A Supreme Court clerkship is a credential that now commands a bonus nearing half a million dollars from the nation's most prestigious law firms. It opens up teaching and research opportunities at leading academic institutions and wins attention from government officials looking to fill vacancies on the federal courts.

It's well known how many doors high court clerkships can open. But what about the closed-door process of selecting them?

Justice Neil Gorsuch is the first Supreme Court justice to preside alongside a justice for whom he clerked, having previously served as a law clerk to now-retired Justice Anthony Kennedy. In his new book "A Republic, If You Can Keep It," Gorsuch recounts his experiences clerking for Kennedy and Justice Byron White in 1993-1994.

When White retired in 1993, President Bill Clinton picked Justice Ruth Bader Ginsburg as his replacement. A quarter-century after his clerkship, Gorsuch wrote in his book, a "surprising number" of the Supreme Court's longtime employees remembered him from his days as a clerk.

"I remember the day my old boss passed along to his new colleague his law clerk manual, just in case she'd find it helpful in setting up her office," Gorsuch wrote. "Shortly after my confirmation, Justice Ginsburg returned that same document to me, along with many helpful updates she had added over the years. That was quite a moment for me."

Whatever lessons that manual held, Gorsuch has already shown that past practice isn't his only guide when it comes to choosing clerks, especially the practice of almost exclusively favoring a queue of recent graduates from a small circle of elite law schools.

Gorsuch has recently hired three new clerks for the forthcoming terms from the ranks of the professoriate, including Stephen Yelderman, professor at the University of Notre Dame Law School; Mark Storslee, assistant professor at Pennsylvania State University School of Law; and Stephanie Barclay, associate professor at Brigham Young University Law School.

The diversity of Gorsuch clerks extend to their ethnicity, gender, and religion as well. According to The National Law Journal research, 85% of all clerks between Chief Justice John Roberts' first term and Gorsuch's first term were white, and twice as many men earned clerkships as women. Of Gorsuch's first seven clerk hires included in that analysis, two were Asian-American men and one clerk was a Hispanic man. One of those law clerks, Jamil Jaffer, is Muslim. A female law clerk, Jane Nitze, was still nursing her newborn baby when she began clerking for Gorsuch at the Supreme Court.

Last year, Gorsuch hired Tobi Young, former general counsel to the George W. Bush Presidential Center, who may be the first Native American to serve as a clerk for any justice. Young is an Oklahoma-born citizen of the Chickasaw Nation.

Reflecting on the dearth of Native American clerks at the Supreme Court, Gorsuch exclaimed in an interview, "Isn't that crazy?" He also shared the advice he gives each of his clerks.

"Now the beginning of each term, I try to explain this to my new law clerks," Gorsuch said. "Some of them like Tobi don't need it, they've heard it too many times already. I say, 'I have just two rules and we're going to get along fine. Rule No. 1: Please, please don't make stuff up. And Rule No. 2: When all those people out there in the chattering classes beg you to make something up, tell you they'll spurn you and won't invite you to their cocktail parties if you don't make the stuff up that they want made up, refer back to Rule No. 1 please."

Nitze and David Feder, another of Gorsuch's former Supreme Court law clerks and a current associate at Jones Day in Los Angeles, co-authored "A Republic, If You Can Keep It" with their former boss. Feder has been on the road with Young on Gorsuch's whistle-stop book tour ahead of the Supreme Court's new term next month. Last week Feder and Young made appearances with Gorsuch as he traveled to the Ronald Reagan Presidential Foundation and Library and the Richard Nixon Presidential Library and Museum.

Gorsuch and his clerks are headed to the George W. Bush Presidential Center in Dallas, Texas, on Wednesday.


GOAL OF THE EXERCISE: The word "Cyan" appears in some lines of the records below; state how many lines, and nothing else.
◇ ◇ ◇
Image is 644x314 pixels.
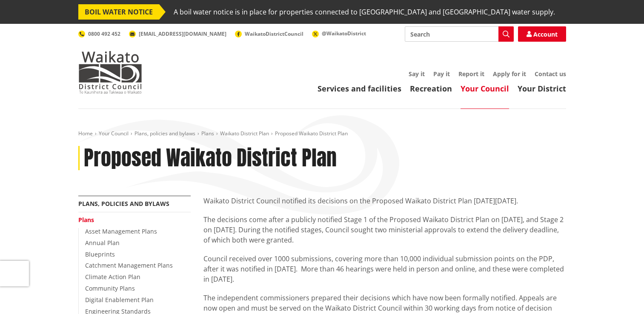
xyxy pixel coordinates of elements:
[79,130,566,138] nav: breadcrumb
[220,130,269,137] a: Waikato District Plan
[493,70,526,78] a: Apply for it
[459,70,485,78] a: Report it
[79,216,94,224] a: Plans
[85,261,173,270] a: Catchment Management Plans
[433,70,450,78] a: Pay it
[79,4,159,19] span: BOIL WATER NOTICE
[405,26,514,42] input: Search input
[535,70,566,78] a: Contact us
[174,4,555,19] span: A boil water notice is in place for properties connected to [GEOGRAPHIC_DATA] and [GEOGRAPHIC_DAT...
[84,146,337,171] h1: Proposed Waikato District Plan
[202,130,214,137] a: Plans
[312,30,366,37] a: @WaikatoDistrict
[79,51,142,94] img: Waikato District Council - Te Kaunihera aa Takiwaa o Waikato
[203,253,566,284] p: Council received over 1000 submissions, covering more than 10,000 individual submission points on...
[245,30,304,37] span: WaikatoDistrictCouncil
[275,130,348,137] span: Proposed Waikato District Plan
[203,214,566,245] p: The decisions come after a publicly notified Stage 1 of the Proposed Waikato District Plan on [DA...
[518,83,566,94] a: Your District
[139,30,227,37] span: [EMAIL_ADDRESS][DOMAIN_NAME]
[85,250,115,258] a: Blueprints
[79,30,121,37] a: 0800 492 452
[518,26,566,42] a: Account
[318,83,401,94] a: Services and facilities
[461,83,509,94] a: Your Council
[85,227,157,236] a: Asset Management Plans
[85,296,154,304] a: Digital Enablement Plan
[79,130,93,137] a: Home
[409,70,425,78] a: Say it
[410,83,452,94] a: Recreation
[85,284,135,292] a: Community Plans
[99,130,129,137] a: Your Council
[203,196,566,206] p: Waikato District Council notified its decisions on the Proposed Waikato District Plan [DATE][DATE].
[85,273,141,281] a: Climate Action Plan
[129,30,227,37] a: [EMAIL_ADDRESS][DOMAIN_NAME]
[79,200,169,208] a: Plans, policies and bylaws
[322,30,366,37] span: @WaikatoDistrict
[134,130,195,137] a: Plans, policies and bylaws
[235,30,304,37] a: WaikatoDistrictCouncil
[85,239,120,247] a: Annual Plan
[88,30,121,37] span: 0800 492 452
◇ ◇ ◇
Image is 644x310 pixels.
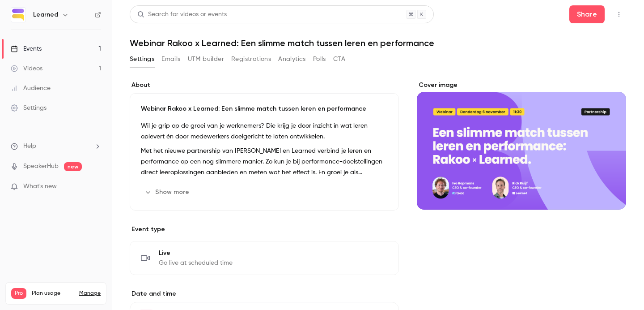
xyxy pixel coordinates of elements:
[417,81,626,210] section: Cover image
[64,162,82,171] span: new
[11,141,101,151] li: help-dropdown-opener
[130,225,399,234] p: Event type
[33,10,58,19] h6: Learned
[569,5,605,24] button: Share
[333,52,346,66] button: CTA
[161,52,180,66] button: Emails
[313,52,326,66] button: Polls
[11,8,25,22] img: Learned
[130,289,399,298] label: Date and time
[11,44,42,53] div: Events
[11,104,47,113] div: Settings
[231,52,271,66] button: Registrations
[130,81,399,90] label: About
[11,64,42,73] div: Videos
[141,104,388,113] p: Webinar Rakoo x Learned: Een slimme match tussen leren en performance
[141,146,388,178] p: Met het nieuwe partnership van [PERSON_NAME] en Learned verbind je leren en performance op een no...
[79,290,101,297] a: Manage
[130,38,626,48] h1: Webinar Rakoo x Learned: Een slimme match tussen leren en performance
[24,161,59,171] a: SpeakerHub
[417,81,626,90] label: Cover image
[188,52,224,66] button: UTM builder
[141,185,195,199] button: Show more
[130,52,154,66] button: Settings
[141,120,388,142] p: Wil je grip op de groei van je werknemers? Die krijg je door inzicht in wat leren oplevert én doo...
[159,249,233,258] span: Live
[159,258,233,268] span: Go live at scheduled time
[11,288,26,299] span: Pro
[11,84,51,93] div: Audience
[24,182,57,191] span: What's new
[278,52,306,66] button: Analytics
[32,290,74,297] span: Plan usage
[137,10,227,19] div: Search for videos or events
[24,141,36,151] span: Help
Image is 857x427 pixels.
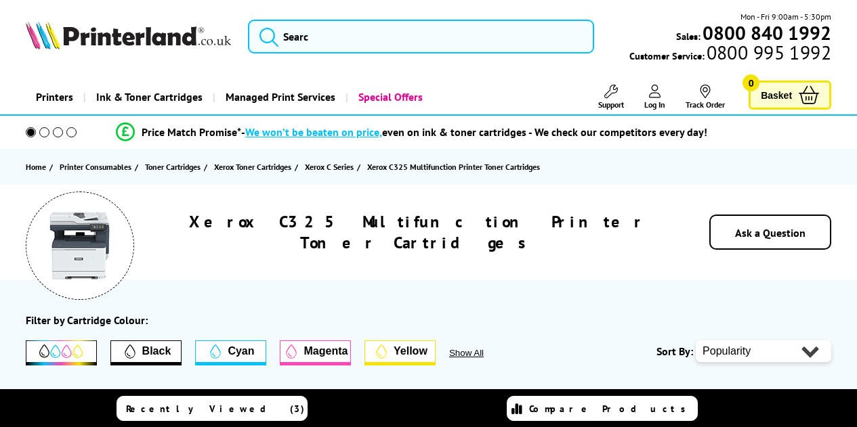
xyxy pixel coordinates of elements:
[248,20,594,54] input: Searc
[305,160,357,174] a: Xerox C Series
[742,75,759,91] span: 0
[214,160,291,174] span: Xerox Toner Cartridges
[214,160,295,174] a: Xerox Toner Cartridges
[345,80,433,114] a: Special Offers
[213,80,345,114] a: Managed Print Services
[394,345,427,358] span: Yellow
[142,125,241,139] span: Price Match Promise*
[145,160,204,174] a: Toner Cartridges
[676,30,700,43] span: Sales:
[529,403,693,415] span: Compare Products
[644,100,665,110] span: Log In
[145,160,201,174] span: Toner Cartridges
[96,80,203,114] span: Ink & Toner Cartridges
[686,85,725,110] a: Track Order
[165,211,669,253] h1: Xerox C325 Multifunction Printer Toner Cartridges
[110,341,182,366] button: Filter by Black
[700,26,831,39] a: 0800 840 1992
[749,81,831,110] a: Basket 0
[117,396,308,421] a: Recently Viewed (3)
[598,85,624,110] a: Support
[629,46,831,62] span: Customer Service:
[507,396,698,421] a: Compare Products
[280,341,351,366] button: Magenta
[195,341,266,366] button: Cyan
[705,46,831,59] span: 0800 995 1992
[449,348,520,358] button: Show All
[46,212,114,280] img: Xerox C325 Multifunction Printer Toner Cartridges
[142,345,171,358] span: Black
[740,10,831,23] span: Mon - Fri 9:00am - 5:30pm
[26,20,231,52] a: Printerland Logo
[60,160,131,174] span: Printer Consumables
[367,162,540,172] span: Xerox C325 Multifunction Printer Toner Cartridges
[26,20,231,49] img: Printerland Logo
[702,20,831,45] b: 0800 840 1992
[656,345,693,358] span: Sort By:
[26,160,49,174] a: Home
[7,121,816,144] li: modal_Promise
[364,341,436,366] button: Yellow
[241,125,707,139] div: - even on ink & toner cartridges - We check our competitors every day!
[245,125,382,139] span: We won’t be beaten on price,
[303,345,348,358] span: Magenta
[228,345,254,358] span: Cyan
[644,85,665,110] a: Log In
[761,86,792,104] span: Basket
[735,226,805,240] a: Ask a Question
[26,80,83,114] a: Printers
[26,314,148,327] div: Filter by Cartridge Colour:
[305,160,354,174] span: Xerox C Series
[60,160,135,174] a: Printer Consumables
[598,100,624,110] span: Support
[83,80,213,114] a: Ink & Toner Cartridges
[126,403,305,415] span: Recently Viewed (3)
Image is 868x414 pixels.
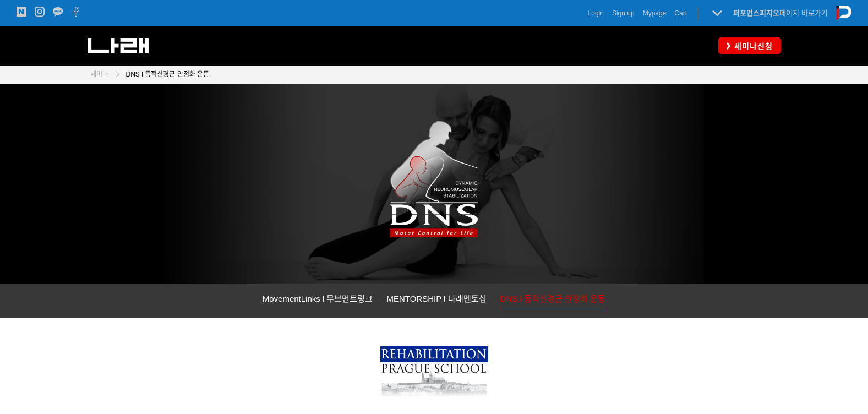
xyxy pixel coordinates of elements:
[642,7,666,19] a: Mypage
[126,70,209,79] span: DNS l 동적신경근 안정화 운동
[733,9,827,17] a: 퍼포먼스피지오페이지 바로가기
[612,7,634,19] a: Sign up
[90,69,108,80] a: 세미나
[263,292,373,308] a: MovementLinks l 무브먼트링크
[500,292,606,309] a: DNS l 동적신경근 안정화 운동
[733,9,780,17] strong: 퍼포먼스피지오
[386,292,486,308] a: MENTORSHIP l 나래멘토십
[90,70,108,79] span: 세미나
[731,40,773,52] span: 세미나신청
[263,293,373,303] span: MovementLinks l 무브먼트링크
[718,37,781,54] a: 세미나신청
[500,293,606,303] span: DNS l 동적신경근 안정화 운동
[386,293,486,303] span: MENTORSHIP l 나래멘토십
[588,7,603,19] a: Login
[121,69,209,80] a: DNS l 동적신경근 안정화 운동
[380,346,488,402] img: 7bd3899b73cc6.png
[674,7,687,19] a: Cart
◇ ◇ ◇
EXPECTED ANSWER: 2